Abstract

Voltage controlled dielectric membranes exhibit two fundamental types of instability, strongly affecting their performances: the occurrence of wrinkling, which is due to membranal compressive stresses, and the onset of pull-in, a catastrophic thinning localisation that preludes electrical breakdown. In this manuscript we provide a unifying energetic description of both instabilities for large, out-of-plane and inhomogeneous deformations. By using the ideas of relaxation and regularisation of the energy, originally proposed by Pipkin (1986) and Hilgers and Pipkin (1992) for purely elastic membranes, we show that the onset and development of wrinkling can be effectively described by the relaxed electroelastic energy. For axially symmetric membranes and neo-Hookean materials, we show that pull-in corresponds to failure of the strong ellipticity condition of the regularised electroelastic energy, thus extending to out-of-plane deformations the validity of a previous estimate for planar systems (Zurlo et al., 2017). In agreement with ubiquitous experimental evidence, we also show that wrinkled states are always stable below the pull-in voltage. Our theoretical findings are assessed by the comparison with experiments on out-of-plane, voltage-actuated annular membranes, showing good agreement both in terms of description of wrinkled states, and for the prediction of the pull-in instability.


Directions for this task:
Every line with "title" in it should be copied from the data.

** Opening Source data block **

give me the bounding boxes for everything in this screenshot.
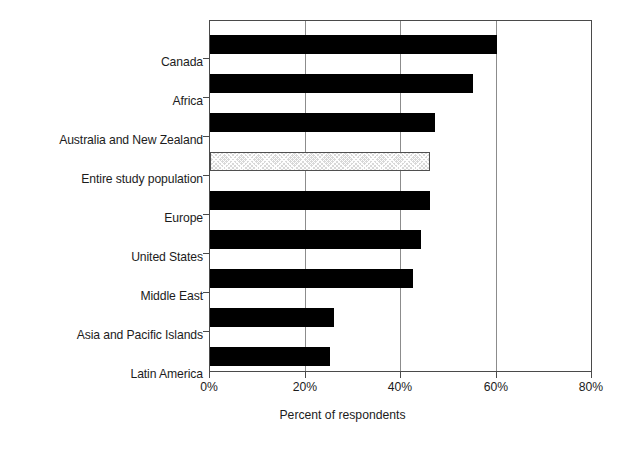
category-label-united-states: United States — [0, 251, 203, 264]
category-label-canada: Canada — [0, 56, 203, 69]
x-axis-tick — [591, 372, 592, 378]
plot-inner — [210, 21, 591, 371]
category-label-entire-study-population: Entire study population — [0, 173, 203, 186]
bar-latin-america — [210, 347, 330, 366]
gridline-60-percent — [496, 21, 497, 371]
x-tick-label-60: 60% — [484, 380, 508, 394]
bar-middle-east — [210, 269, 413, 288]
x-axis-tick — [400, 372, 401, 378]
bar-canada — [210, 35, 497, 54]
x-axis-tick — [209, 372, 210, 378]
bar-united-states — [210, 230, 421, 249]
x-axis-tick — [496, 372, 497, 378]
category-label-latin-america: Latin America — [0, 368, 203, 381]
x-tick-label-80: 80% — [579, 380, 603, 394]
bar-entire-study-population — [210, 152, 430, 171]
category-label-middle-east: Middle East — [0, 290, 203, 303]
x-tick-label-0: 0% — [200, 380, 218, 394]
category-label-australia-and-new-zealand: Australia and New Zealand — [0, 134, 203, 147]
category-axis-labels: Canada Africa Australia and New Zealand … — [0, 20, 203, 372]
x-tick-label-20: 20% — [293, 380, 317, 394]
x-axis-title: Percent of respondents — [279, 408, 405, 422]
x-axis-tick — [305, 372, 306, 378]
category-label-asia-and-pacific-islands: Asia and Pacific Islands — [0, 329, 203, 342]
category-label-europe: Europe — [0, 212, 203, 225]
bar-australia-and-new-zealand — [210, 113, 435, 132]
bar-chart-figure: Canada Africa Australia and New Zealand … — [0, 0, 619, 450]
bar-africa — [210, 74, 473, 93]
bar-europe — [210, 191, 430, 210]
bar-asia-and-pacific-islands — [210, 308, 334, 327]
category-label-africa: Africa — [0, 95, 203, 108]
x-axis-title-wrapper: Percent of respondents — [0, 408, 619, 422]
plot-area — [209, 20, 592, 372]
x-tick-label-40: 40% — [388, 380, 412, 394]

** Closing Source data block **

Result:
x-axis-title: Percent of respondents — [279, 408, 405, 422]
x-axis-title-wrapper: Percent of respondents — [0, 408, 619, 422]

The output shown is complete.